Saturday, April 22, 2006
Thank you, Dave,
It was so good to hear from Dave Ebbett yesterday. He commented on the posting "His Story or Mine" from Thursday. His dad and uncle played major roles in building the Schweitzer Road, and he participated in the process back in 1963.
Dave and I go back to first grade at Lincoln School, along with Lesle Oliver, Kathleen Brackney, Laura Delamarter, Smokey Chubb, Vance Ekwortzell, Larry Copley, Harmon Cantrell, Regina Hansen and several others. We received our first six years of education in that classic red brick school house across from the mill, which was Balch Lumber Co. at the time. We've all done okay for ourselves.
Dave's mother Marian, and my mother took turns with a few other parents running the school PTA with cooperation from the principal Marvel Ekholm and her teaching staff. Let's see: first grade Mabel Kinney. In the introduction to my upcoming book about teaching, I've written about her and her razor-sharp red fingernails which had a way, with their well-honed pinching ability, of making us behave.
In second grade, Mrs. Betty Lunn, who must have been 110, kept us in line. She also enhanced my desire to have better penmanship by giving me U's for not curving my S's enough. I learned after that first set of U's on my report card to give every S a better tail.
And speaking of S's, that's all Miss Altha Young ever gave anyone, no matter how hard or how little you worked in her class. As I recall, that average grade for everything kinda fit her average unchanging expression. I can't really remember any good stories on Miss Young because everything ran along a straight line, never wavering any direction.
By fourth grade, we were thrilled to have Mrs. Sutliff who actually smiled and talked to us like we were human beings. I don't know if it was the teacher training or if we just drew the wrong lots for our first three teachers, but Mrs. Sutliff seemed to me like a breath of fresh air. Except for the day she caught me just after lunch on my hands and knees at the front of my row instead of at the back of my row in my seat where I belonged.
I guess I just hadn't said it all during noonhour and some important factoid needed sharing. I think I was in mid-sentence when I felt a swat on my rump, turned around and spotted Mrs. Sutliff, who with a stern glare, directed me back to my seat. Otherwise, she was a pretty nice lady.
In fifth grade, we had Mrs. Mabel Beck. I thought she was firm but sweet. She had kind brown eyes that watched over us through spectacles, just like all the other teachers. In fact, I don't think I ever saw a teacher without glasses until Mrs. Dona Meehan, the district choir teacher who'd just moved to Sandpoint from Minnesota, came and stood in the doorway between fifth and sixth grade classrooms to sing "Bless This House."
It was the most beautiful sound I'd ever heard coming out of another human's mouth at the time. I later had Mrs. Meehan for choir, and try as she might, she could never get much more than a monotonous squawk out of my voicebox.
Besides Mrs. Meehan's lovely melody, my other stand-out fifth-grade memory came when Mrs. Beck lured each of us to the front of the room and made us stand on the scales. I was the first kid in our class to break 100 pounds. Quite a distinction! I don't know when Dave ever caught up with me, and more than likely, he may never have kept up with me in the weight department, even though he passed me by in height.
Sixth grade, things changed. We had three teachers that year and a MAN. Mrs. Ekholm, the principal, spent a lot of time with us. Later, we doubled between Mr. Scheibe and Mrs. Fredstrom, whose daughter Karen had started out with us. Sadly, later in high school, she was killed in a car wreck. But during the sixth grade, we all enjoyed the fact that we were the big shots and that we'd soon be moving on to a different world, downtown at the junior high.
Our Lincoln School gang was closeknit, so any time one of my classmates pops up out of the blue, it's pretty special to me. Thanks, Dave, for the memories of Schweitzer and for turning on my Lincoln School nostalgia switch. We were a good lot, even if we were from Stinkin' Lincoln.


(The problem):
Return the data below exactly, minus the pictures.

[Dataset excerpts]

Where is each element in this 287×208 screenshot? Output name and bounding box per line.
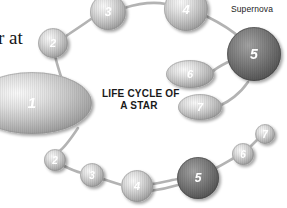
star-body-texture	[0, 72, 92, 134]
star-stage-lower-5: 5	[177, 157, 219, 199]
stage-number-label: 6	[240, 149, 246, 160]
stage-number-label: 7	[262, 129, 268, 140]
page-title-line-2: A STAR	[120, 100, 157, 111]
connector-line	[212, 62, 228, 72]
page-title: LIFE CYCLE OFA STAR	[102, 88, 176, 111]
star-stage-lower-2: 2	[44, 149, 66, 171]
star-stage-upper-7: 7	[178, 94, 222, 120]
stage-number-label: 5	[195, 171, 202, 185]
connector-line	[216, 158, 234, 168]
stage-number-label: 3	[105, 5, 112, 19]
connector-line	[124, 3, 166, 8]
star-life-cycle-diagram: 1234567234567 r at LIFE CYCLE OFA STAR S…	[0, 0, 287, 208]
connector-line	[58, 128, 78, 152]
stage-number-label: 4	[181, 2, 190, 17]
connector-line	[206, 16, 240, 38]
stage-number-label: 1	[28, 94, 36, 111]
connector-line	[152, 179, 178, 184]
star-stage-upper-2: 2	[38, 28, 68, 58]
stage-number-label: 2	[49, 37, 56, 49]
star-stage-upper-5: 5	[227, 27, 281, 81]
star-stage-upper-6: 6	[166, 60, 214, 88]
stage-number-label: 5	[250, 46, 258, 62]
stage-number-label: 6	[187, 68, 194, 80]
supernova-label: Supernova	[231, 4, 273, 14]
stage-number-label: 2	[51, 155, 58, 166]
star-stage-upper-3: 3	[90, 0, 126, 30]
page-text-fragment: r at	[0, 27, 23, 49]
connector-line	[64, 166, 82, 173]
star-stage-upper-4: 4	[164, 0, 208, 31]
star-stage-lower-4: 4	[121, 170, 153, 202]
connector-line	[66, 17, 94, 36]
connector-line	[103, 179, 122, 185]
star-stage-upper-1: 1	[0, 72, 92, 134]
stage-number-label: 3	[89, 170, 95, 181]
connector-line	[150, 185, 178, 191]
star-stage-lower-3: 3	[80, 163, 104, 187]
stage-number-label: 7	[197, 101, 204, 113]
star-stage-lower-6: 6	[232, 143, 254, 165]
star-stage-lower-7: 7	[255, 124, 275, 144]
page-title-line-1: LIFE CYCLE OF	[102, 88, 180, 99]
connector-line	[221, 82, 248, 105]
stage-number-label: 4	[133, 180, 140, 192]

(Written response):
Where is each element in this 287×208 screenshot? Output name and bounding box per line.
star-body-texture	[0, 72, 92, 134]
star-stage-lower-5: 5	[177, 157, 219, 199]
stage-number-label: 6	[240, 149, 246, 160]
stage-number-label: 7	[262, 129, 268, 140]
page-title-line-2: A STAR	[120, 100, 157, 111]
connector-line	[212, 62, 228, 72]
page-title: LIFE CYCLE OFA STAR	[102, 88, 176, 111]
star-stage-lower-2: 2	[44, 149, 66, 171]
star-stage-upper-7: 7	[178, 94, 222, 120]
stage-number-label: 5	[195, 171, 202, 185]
connector-line	[216, 158, 234, 168]
stage-number-label: 3	[105, 5, 112, 19]
connector-line	[124, 3, 166, 8]
star-life-cycle-diagram: 1234567234567 r at LIFE CYCLE OFA STAR S…	[0, 0, 287, 208]
connector-line	[58, 128, 78, 152]
stage-number-label: 4	[181, 2, 190, 17]
connector-line	[206, 16, 240, 38]
stage-number-label: 1	[28, 94, 36, 111]
connector-line	[152, 179, 178, 184]
star-stage-upper-2: 2	[38, 28, 68, 58]
stage-number-label: 2	[49, 37, 56, 49]
star-stage-upper-5: 5	[227, 27, 281, 81]
star-stage-upper-6: 6	[166, 60, 214, 88]
stage-number-label: 5	[250, 46, 258, 62]
stage-number-label: 6	[187, 68, 194, 80]
supernova-label: Supernova	[231, 4, 273, 14]
stage-number-label: 2	[51, 155, 58, 166]
star-stage-upper-3: 3	[90, 0, 126, 30]
page-text-fragment: r at	[0, 27, 23, 49]
connector-line	[64, 166, 82, 173]
star-stage-upper-4: 4	[164, 0, 208, 31]
star-stage-lower-4: 4	[121, 170, 153, 202]
connector-line	[66, 17, 94, 36]
connector-line	[103, 179, 122, 185]
star-stage-upper-1: 1	[0, 72, 92, 134]
stage-number-label: 3	[89, 170, 95, 181]
connector-line	[150, 185, 178, 191]
star-stage-lower-3: 3	[80, 163, 104, 187]
stage-number-label: 7	[197, 101, 204, 113]
star-stage-lower-6: 6	[232, 143, 254, 165]
star-stage-lower-7: 7	[255, 124, 275, 144]
page-title-line-1: LIFE CYCLE OF	[102, 88, 180, 99]
connector-line	[221, 82, 248, 105]
stage-number-label: 4	[133, 180, 140, 192]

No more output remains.